Though she ignores his protests. "We both have enough power within us to make the tattoos work to shield us."

"Not the Powers That Be or anything close, Highness, but we'll do." There's no choice and no help; it has to be enough.

"The snivelling cowards that named themselves that while we laughed at their conceit? Weaklings that begged at the gates of my temple, sniffling after the tiniest scraps of My Power. Barely above the half-breeds, unworthy of feeling my wrath on their pathetic carcasses."

"They upgraded."

She switches to reading the tomes he couldn't make head or tail of and still it doesn't stop her talking. "No, this world diminished. Grace was shut away while cowards survived to use worms to fight battles they dared not risk themselves in."

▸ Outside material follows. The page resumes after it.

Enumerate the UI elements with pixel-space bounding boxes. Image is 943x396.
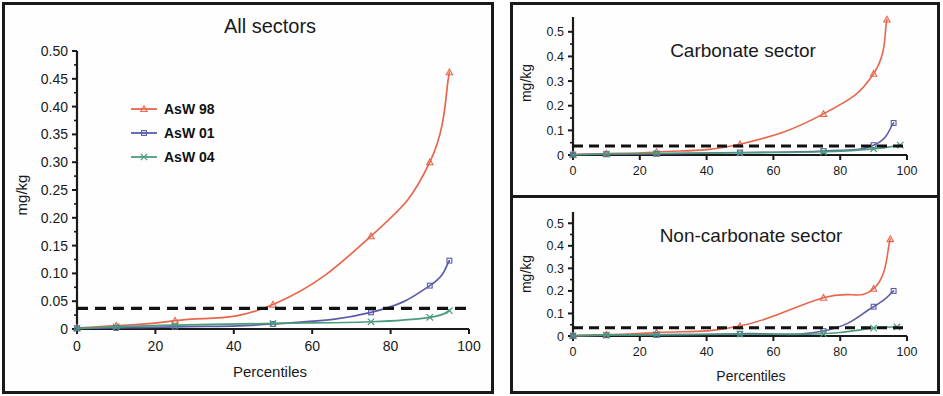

"Can't argue about that one. Using girls up 'til they break and beyond. Calling blokes Champions and fucking with 'em 'til they're burnt out. Sounds like we add them to the shit list too, yeah?" After all, he's absolutely nothing to lose.

And she's as utterly serious as ever. "They will die. They will feel my hands ripping out their entrails and the last thing they will see is me strangling them with their own intestines."

"Good to know they got them." A bloke lives and learns, even on his deathbed.

And the Fred in Illyria never stops making discoveries. "This key, it's for Cordy's room. Lorne told me when we left the hotel that Angel was all worried about Cordy's things kinda gettin' lost before she could wake up, so he put some locks on her old room, and well, he sorta kept the keys himself. I'd of visited, kept it all real nice for her, but I kinda gotten busy with your ghost problem, and then she stayed in the coma and died, and then well Wesley and me, then I kinda died too, so I never did see what he did with the place."

"Reckon he put anything useful in there?" Hope's such a hard thing to stamp out, for all he's had all the practice in the world.

"We have to find out! We might be able to save Wesley and Charles!" Determination, traces of old grief and some guilt freeze into blue." Bring the papers the vampire left us." The switches are going to be the death of him.